From the road it may look like a traditional corn and soybean farm, but Jim Kline’s large commercial farming operation in northeast Indiana is anything but ordinary.
You learn this as soon as the conversation turns to business growth.
“I’m an ag economist first and a farmer second,” Jim says. “If it doesn’t work on paper first, we’re not going to try it in the field, and if it can’t drive revenue, we won’t do it.”
Most farms try to grow the business by adding acres. But the Klines have taken another route. “We want to grow by trying to answer what the consumers are telling us they want,” he says. “What we’re hearing from millennials is that they are willing to spend money on food that is safe and has specific traits. So we’re transitioning acres to organic and non-GMO, building smaller bins, and looking at alternative crops.
“If we can net $600 to $800 per acre as opposed to having to farm 20 more acres to make the same, why not investigate?”
Natural progression
Trying new enterprises to drive revenue based on data-driven trends is a cornerstone of the Kline operation. Adding organics may seem unorthodox, but it’s a natural progression for a farmer who never looks back and rarely plays it safe.
That business approach starts at the top. Jim lives and breathes numbers; as he says, “numbers don’t lie. Numbers always tell you the truth and the direction to go.”
His approach has been enthusiastically adopted by team leaders, including son Adam, agronomist Kyle Brumley and the farm’s chief financial officer, Mitch Glentzer.
Glentzer, who had no ag background, manages farm financials and marketing.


• Directions for this task:
Wherever a line in the records contains the word "panels", return that line.

Extracted entries START

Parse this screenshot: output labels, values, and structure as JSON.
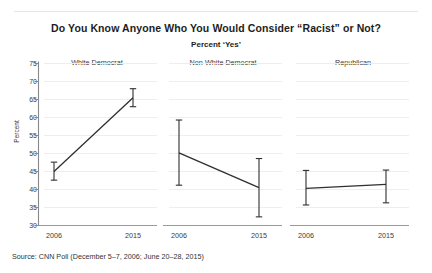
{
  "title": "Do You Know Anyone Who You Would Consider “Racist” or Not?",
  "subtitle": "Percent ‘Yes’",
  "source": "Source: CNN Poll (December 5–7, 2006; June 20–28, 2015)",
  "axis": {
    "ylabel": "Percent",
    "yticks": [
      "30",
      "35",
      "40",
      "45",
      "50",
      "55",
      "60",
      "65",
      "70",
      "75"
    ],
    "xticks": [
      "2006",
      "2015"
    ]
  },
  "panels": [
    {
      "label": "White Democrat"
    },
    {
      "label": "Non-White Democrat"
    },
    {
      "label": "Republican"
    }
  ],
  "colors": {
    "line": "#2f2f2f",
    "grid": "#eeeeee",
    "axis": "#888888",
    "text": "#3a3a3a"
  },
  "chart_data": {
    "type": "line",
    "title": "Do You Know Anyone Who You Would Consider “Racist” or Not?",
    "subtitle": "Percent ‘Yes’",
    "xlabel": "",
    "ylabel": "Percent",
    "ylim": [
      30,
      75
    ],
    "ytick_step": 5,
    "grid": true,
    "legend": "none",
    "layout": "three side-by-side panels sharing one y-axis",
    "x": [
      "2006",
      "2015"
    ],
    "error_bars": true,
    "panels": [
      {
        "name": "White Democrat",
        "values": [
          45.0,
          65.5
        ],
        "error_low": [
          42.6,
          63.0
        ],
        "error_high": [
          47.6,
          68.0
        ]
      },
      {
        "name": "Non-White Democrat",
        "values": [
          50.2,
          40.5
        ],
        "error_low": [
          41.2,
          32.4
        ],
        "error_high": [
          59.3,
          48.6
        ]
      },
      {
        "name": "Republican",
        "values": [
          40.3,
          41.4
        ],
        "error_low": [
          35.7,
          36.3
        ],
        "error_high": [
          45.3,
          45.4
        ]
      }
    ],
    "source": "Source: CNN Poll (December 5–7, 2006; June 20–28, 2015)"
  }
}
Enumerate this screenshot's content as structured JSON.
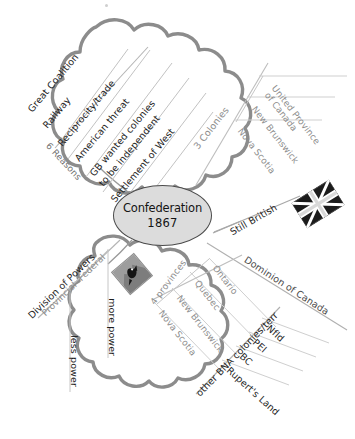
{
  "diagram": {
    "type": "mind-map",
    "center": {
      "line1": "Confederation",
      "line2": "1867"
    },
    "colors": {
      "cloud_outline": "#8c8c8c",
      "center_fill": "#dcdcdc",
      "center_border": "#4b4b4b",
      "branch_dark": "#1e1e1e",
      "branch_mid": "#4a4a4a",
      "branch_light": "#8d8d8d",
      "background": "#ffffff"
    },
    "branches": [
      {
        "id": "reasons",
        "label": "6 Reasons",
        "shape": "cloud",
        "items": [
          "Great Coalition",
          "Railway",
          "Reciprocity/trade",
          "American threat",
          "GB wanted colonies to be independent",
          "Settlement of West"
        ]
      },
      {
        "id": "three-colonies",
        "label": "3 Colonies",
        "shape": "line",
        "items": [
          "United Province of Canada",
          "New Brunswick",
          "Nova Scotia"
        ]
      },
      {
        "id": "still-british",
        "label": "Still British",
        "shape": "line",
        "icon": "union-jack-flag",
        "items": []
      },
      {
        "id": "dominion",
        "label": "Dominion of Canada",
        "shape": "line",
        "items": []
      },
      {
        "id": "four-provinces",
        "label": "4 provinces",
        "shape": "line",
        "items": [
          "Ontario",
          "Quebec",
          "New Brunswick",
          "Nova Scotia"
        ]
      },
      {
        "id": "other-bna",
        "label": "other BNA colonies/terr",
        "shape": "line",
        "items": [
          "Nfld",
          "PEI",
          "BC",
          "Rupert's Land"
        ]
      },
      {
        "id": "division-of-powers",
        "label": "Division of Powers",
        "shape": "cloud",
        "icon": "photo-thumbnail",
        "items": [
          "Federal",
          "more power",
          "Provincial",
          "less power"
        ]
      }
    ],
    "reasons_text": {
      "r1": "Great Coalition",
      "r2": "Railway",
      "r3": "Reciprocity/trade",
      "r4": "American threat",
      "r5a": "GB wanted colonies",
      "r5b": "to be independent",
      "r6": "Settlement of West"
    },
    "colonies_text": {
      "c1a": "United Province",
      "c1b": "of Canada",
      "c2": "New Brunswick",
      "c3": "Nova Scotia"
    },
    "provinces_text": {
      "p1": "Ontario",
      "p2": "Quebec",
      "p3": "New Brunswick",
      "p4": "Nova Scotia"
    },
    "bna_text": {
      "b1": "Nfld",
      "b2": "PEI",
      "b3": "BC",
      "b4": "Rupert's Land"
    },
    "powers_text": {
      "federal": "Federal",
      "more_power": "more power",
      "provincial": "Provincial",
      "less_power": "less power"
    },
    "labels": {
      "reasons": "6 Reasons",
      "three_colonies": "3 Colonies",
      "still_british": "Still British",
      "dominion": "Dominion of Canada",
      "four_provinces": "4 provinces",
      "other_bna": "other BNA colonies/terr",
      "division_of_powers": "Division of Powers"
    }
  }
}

Extracted entries END

• Answer to the exercise:
  "panels": [
    "layout": "three side-by-side panels sharing one y-axis",
    "panels": [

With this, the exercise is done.